Council Gbaja disowns as non-existent has  N1.3bn in Nigeria’s 2026 budget

Council Gbaja disowns as non-existent has N1.3bn in Nigeria’s 2026 budget

A council the Presidency publicly disowned as non-existent has turned up in Nigeria’s 2026 Appropriation Act with a ₦1.3 billion budget allocation — throwing the federal government’s official disclaimer into serious question.

The Nigerian government said the council doesn’t exist. Then someone checked the budget.

On June 11, Chief of Staff Femi Gbajabiamila issued a firm public disclaimer, distancing the presidency from one Adeniyi Adeyemi, who had been presenting himself as head of the “Presidential Foreign Intervention Promotion Council.”

“It has come to the notice of the Federal Government of Nigeria and specifically the Office of the Chief of Staff to His Excellency, President Bola Ahmed Tinubu, GCFR that a certain Prince Adeniyi Adeyemi…is portraying himself to the general public as having been appointed by my office,” Gbajabiamila said, adding that no such office exists under Tinubu’s government.

According to The Cable, foreign missions, development organisations and financial institutions were urged to disregard any claims linking the council to the presidency. Case closed, apparently.

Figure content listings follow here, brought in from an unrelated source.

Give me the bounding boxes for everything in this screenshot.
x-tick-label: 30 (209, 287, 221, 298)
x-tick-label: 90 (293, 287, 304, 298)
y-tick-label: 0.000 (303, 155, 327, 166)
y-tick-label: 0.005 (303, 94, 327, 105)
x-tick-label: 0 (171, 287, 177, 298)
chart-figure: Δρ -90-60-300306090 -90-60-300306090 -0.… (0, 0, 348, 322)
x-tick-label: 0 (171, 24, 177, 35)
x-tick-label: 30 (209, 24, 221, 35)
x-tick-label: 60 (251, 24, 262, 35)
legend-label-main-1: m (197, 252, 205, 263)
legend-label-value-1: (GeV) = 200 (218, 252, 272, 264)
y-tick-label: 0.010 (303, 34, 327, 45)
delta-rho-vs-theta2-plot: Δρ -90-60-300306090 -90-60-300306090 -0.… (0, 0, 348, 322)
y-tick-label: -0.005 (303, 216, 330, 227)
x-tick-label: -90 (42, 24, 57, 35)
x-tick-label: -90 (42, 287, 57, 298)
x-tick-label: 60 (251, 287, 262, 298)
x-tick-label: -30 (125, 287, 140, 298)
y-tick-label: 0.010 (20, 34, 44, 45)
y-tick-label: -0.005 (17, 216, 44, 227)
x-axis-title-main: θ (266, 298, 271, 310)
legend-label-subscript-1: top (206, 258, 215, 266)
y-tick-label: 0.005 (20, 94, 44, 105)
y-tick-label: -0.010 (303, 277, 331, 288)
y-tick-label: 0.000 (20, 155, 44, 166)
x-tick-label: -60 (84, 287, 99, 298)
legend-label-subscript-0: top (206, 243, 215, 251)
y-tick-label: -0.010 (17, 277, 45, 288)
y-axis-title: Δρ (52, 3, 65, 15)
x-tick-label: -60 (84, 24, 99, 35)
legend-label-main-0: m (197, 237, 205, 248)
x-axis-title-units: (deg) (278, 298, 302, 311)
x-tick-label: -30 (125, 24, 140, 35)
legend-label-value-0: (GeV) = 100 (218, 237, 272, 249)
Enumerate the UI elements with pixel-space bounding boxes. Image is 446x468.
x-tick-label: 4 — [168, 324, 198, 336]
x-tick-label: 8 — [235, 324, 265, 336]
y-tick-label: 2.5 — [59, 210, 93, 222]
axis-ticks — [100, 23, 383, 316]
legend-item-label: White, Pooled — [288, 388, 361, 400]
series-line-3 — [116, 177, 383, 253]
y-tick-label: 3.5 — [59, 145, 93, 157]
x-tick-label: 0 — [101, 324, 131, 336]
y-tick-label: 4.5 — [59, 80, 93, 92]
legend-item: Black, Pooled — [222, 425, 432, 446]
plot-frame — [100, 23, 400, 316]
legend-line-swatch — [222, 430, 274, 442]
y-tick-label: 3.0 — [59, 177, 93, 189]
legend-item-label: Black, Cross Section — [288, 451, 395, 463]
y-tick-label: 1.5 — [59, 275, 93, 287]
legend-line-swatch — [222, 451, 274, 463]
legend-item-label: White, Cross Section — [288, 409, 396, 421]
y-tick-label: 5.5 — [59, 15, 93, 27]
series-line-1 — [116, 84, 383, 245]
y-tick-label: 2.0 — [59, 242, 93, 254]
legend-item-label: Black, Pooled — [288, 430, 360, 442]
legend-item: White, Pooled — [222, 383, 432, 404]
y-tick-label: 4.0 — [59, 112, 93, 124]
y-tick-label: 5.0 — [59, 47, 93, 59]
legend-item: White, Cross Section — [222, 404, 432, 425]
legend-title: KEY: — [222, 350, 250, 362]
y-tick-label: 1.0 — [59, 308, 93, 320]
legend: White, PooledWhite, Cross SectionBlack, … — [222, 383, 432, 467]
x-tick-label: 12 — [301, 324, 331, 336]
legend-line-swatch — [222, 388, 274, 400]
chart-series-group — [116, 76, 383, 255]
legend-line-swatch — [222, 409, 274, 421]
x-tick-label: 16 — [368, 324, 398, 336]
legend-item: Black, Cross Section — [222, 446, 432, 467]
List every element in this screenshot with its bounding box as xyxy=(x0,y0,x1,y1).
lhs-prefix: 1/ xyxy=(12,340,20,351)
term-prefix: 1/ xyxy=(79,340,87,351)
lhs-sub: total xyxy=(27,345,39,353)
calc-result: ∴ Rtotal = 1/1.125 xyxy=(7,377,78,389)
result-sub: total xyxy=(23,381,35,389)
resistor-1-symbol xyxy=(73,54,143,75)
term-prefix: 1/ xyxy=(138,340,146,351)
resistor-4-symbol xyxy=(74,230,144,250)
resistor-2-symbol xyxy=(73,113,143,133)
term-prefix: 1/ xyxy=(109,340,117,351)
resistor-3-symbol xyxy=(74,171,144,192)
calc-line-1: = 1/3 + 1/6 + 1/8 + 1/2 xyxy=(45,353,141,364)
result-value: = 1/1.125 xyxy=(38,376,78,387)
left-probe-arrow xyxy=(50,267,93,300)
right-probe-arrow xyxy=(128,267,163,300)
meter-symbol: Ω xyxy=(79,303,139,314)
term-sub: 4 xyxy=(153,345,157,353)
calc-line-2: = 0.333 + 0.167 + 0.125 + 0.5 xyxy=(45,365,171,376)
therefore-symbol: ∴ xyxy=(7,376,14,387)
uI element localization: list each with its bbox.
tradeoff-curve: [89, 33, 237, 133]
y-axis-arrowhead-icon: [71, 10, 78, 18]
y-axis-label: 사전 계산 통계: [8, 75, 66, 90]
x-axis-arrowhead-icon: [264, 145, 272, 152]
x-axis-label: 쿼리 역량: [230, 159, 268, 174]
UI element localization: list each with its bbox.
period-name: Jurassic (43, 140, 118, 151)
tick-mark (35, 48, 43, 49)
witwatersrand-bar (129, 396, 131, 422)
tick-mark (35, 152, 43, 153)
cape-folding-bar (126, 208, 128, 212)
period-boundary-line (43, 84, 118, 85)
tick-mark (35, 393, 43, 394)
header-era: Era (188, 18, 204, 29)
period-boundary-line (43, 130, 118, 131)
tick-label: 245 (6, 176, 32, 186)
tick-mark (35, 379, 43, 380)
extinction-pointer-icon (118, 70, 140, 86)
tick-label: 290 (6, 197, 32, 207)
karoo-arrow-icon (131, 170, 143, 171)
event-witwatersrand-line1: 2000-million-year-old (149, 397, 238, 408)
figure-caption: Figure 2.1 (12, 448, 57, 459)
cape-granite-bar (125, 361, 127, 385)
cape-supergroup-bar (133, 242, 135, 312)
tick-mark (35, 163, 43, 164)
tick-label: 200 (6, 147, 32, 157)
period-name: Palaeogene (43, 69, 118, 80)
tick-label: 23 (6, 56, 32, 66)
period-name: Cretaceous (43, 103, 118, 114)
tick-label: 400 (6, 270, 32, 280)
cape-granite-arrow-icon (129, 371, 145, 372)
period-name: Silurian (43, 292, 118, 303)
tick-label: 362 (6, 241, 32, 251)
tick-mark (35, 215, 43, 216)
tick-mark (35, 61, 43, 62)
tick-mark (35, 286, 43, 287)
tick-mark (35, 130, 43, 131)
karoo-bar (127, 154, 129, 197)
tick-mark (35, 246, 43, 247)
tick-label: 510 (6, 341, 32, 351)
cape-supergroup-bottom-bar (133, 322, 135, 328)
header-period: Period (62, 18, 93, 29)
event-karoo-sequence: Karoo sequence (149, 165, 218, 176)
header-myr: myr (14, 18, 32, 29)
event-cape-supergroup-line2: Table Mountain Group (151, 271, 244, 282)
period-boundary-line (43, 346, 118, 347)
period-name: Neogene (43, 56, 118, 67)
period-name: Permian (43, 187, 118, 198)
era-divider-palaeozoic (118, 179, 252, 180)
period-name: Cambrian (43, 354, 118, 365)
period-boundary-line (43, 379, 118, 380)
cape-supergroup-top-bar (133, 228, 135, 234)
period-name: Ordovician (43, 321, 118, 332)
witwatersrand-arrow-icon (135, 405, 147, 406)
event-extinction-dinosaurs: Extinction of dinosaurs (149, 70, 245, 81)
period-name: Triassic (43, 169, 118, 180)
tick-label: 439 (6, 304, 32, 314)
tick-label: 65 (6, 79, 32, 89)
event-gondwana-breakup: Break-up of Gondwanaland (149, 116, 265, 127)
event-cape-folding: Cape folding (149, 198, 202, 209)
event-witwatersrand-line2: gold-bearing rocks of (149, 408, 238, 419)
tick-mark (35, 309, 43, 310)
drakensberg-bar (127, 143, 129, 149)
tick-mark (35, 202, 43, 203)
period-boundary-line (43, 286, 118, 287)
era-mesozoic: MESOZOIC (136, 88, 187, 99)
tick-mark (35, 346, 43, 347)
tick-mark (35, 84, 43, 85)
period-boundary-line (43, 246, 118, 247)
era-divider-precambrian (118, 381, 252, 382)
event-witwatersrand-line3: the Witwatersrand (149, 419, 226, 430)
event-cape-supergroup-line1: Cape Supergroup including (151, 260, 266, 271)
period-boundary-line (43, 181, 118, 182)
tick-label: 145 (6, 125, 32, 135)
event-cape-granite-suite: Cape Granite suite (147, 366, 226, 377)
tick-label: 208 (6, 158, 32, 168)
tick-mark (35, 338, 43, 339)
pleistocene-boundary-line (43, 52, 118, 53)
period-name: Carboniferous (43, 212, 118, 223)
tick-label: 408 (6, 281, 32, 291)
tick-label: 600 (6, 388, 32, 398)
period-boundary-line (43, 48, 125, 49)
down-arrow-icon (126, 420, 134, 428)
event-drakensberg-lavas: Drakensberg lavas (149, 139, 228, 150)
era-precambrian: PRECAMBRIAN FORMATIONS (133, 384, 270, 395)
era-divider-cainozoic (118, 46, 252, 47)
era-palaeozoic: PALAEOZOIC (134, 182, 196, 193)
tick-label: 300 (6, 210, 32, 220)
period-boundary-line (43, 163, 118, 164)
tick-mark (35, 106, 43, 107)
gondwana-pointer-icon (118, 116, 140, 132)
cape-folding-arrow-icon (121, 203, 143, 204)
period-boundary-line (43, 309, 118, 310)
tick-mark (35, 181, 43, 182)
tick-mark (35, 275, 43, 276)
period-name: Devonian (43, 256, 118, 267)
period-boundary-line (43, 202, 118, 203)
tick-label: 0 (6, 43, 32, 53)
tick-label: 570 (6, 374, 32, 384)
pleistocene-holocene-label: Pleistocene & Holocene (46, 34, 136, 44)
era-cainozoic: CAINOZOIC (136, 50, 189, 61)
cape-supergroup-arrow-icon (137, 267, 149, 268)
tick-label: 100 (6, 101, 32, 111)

Except Adeyemi wasn’t having it.

At a press conference in Abuja on Thursday, he rejected the disclaimer as a “glaring contradiction” of official government records — pointing to CBN-registered accounts, an office at the federal secretariat, and approval for over 300 staff from the Office of the Head of the Civil Service. He called on President Tinubu to constitute an independent investigative panel to reconcile those records with the presidency’s denial.

Then came the bombshell.

A review of the 2026 Appropriation Act shows the Presidential Economic Advisory Council/Presidential Foreign Intervention Promotion Council is expressly listed under the presidency — with a total budget of ₦1,302,978,784. That breaks down as ₦802,978,783 for personnel costs, ₦200,000,001 for overhead and ₦300,000,000 for capital projects.

So Nigeria’s federal government publicly declared an agency doesn’t exist — while simultaneously budgeting over ₦1.3 billion for it.

Someone has some very serious explaining to do.